Otto’s five month close results in loss of license

By Carl Nadig

Otto’s owner Patrick Looney has to surrender the venue’s liquor license by today, according to city attorney Dean Frieders.

“Accordingly, at this time, the City requests that you surrender your liquor license and submit the physical license itself to the City Legal Division … within five (5) days of the date of this request,” said Frieders in a letter to Otto’s owner Patrick Looney. “The surrender of this license would constitute your relinquishment of the license.”

Looney and Frieders met at Otto’s, 118 E. Lincoln Highway, Friday, according to Looney. The two discussed future repairs with the DeKalb Fire Department before Frieders informed Looney of the letter he mailed Wednesday.

“They were saying that I need to do some structural stuff, perhaps, in the building upstairs,” Looney said. “So, I’m waiting for that report. But then, out of the blue, [Frieders] tells me, ‘by the way, you have to give up your license because you’ve been closed.’ Those are the two issues. If he comes back with ‘the whole building needs a whole new roof’ or something crazy like that, then that’ll be the end of it anyway because I don’t have the money. But if he tells me I no longer have my license, I don’t know if I have the energy to reapply for a [new] license and do all that work.”

Otto’s has been closed for nearly five months after a frozen water pipe burst in January.

“A Licensee which is closed for business for a continuous period of one hundred twenty (120) days or more shall be considered as discontinuing business … and shall be subject to the return of its liquor license to the city,” according to Chapter 38.08 of DeKalb’s liquor code. “Failure to surrender or return an expired, revoked, suspended or terminated liquor license shall be punishable by a fine of not less than Five Hundred Dollars ($500.00), plus not less than Two Hundred and Fifty Dollars ($250.00) per day for each day after the first day.”

Because of its closure, Otto’s has canceled or relocated musical performances to venues in northern Illinois, such as the Kryptonite bar in Rockford, Abbey Pub in Chicago and The House Cafe, which reopened in May without a liquor license.

“A lot of the stuff is going to go to The House,” said Otto’s general manager Tony Poulos. “And I mean, that’s great. We’ve done shows in Rockford. But, I’m not competing against The House … . I’ll book [bands] in Rockford or Chicago, but … . I’ll do whatever I can to make The House succeed.”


» **Task to complete**: Return all lines of the records that contain the word "FormAvatarBlocks".

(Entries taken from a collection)

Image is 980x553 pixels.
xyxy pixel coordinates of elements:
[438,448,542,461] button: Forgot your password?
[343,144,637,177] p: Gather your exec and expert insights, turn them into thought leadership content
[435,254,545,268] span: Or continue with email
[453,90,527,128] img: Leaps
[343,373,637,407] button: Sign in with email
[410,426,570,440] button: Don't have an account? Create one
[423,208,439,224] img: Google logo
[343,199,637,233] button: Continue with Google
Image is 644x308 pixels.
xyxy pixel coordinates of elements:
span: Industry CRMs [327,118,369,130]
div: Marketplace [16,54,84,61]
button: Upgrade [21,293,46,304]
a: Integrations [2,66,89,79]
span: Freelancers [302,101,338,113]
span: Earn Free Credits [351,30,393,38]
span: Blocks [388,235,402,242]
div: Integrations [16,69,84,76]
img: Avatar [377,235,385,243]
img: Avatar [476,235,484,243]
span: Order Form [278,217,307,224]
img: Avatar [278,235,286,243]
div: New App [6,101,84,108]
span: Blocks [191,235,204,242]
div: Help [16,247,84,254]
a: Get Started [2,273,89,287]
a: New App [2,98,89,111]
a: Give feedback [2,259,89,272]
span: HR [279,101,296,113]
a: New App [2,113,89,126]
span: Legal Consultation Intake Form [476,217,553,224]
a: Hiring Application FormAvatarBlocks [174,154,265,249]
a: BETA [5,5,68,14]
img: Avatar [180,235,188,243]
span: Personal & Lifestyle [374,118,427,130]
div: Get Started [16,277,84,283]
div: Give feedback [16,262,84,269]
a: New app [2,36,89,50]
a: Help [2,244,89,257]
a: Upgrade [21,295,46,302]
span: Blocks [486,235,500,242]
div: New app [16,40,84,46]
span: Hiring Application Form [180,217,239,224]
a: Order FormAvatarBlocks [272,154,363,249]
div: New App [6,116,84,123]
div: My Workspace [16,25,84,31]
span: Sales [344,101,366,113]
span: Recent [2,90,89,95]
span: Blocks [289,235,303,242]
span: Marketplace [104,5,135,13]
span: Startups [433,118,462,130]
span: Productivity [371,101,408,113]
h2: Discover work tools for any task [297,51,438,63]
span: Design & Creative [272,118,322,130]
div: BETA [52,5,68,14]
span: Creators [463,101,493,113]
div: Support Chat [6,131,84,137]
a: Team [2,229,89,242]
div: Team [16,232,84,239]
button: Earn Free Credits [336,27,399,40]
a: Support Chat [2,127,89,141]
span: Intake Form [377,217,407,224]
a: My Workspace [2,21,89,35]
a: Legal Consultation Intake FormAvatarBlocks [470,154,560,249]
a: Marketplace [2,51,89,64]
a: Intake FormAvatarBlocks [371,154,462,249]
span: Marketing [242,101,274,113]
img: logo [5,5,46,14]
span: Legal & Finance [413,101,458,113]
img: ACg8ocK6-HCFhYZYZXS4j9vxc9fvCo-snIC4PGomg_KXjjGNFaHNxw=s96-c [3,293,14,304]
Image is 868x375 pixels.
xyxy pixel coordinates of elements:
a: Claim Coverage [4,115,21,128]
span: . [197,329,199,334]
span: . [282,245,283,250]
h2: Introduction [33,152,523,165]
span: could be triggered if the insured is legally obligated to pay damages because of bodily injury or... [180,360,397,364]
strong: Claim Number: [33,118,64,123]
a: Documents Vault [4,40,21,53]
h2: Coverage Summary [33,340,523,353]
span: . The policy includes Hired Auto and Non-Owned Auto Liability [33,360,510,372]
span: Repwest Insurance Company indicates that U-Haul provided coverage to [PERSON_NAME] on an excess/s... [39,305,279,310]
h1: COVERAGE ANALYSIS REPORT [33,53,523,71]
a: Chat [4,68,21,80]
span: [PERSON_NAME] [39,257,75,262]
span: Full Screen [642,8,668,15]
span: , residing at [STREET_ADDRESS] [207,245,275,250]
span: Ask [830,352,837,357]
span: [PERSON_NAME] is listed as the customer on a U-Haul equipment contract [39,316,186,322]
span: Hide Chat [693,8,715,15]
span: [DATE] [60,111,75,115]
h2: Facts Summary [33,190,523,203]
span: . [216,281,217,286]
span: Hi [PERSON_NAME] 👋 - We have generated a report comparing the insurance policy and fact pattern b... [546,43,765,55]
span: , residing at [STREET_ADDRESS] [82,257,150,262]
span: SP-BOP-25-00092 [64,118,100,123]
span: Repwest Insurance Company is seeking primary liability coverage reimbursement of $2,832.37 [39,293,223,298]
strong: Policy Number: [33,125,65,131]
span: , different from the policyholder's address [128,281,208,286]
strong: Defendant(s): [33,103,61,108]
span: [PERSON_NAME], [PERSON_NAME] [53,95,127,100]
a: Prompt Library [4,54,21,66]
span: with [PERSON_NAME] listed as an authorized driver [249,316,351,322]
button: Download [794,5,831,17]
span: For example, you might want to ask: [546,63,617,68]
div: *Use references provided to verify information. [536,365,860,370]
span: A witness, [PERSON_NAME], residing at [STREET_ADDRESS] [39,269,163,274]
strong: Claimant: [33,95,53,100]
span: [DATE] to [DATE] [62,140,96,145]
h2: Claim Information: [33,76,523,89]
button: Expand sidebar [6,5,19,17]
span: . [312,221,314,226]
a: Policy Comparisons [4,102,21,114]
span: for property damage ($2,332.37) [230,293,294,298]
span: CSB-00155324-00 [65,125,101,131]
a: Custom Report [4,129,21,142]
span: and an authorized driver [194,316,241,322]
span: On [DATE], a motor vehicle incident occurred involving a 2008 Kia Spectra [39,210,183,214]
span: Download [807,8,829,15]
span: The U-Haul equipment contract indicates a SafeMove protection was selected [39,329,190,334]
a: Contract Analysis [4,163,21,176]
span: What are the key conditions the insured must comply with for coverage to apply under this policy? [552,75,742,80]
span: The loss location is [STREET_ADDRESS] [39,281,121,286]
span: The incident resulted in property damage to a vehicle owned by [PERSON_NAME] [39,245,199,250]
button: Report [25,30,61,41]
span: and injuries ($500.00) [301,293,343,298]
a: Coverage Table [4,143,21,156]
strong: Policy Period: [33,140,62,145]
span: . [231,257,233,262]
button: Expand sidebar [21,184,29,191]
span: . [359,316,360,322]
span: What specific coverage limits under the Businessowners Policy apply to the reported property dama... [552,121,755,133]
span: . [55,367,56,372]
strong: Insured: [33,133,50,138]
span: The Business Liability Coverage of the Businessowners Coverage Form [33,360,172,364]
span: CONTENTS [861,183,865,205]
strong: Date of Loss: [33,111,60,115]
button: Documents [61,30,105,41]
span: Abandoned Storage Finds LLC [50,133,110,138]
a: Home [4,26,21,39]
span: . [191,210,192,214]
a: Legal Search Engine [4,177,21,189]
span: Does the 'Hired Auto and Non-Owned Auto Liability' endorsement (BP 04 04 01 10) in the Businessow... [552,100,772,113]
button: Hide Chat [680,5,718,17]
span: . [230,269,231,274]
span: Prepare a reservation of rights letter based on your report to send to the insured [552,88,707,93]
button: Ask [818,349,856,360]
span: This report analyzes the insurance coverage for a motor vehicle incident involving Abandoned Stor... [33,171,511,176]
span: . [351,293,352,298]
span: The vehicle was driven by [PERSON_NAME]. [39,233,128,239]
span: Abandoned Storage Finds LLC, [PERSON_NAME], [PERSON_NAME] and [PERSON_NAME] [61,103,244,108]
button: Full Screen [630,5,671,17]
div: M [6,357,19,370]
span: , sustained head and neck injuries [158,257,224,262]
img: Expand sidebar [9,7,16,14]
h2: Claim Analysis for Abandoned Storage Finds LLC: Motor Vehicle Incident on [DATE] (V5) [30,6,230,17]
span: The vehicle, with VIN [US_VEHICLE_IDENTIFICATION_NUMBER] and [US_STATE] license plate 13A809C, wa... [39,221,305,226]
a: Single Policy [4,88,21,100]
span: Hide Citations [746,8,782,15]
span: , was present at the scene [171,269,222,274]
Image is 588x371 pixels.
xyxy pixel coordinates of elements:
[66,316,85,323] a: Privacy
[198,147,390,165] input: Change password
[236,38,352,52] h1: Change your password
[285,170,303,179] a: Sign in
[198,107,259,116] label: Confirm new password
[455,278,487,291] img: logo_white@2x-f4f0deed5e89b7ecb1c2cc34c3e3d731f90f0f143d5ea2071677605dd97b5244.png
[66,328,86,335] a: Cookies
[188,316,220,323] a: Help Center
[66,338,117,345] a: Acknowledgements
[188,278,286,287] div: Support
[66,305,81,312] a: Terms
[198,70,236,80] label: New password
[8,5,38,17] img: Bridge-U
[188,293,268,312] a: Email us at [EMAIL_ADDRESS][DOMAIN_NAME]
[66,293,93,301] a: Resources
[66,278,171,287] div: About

» **Solution to this exercise**:
a: Hiring Application FormAvatarBlocks [174,154,265,249]
a: Order FormAvatarBlocks [272,154,363,249]
a: Legal Consultation Intake FormAvatarBlocks [470,154,560,249]
a: Intake FormAvatarBlocks [371,154,462,249]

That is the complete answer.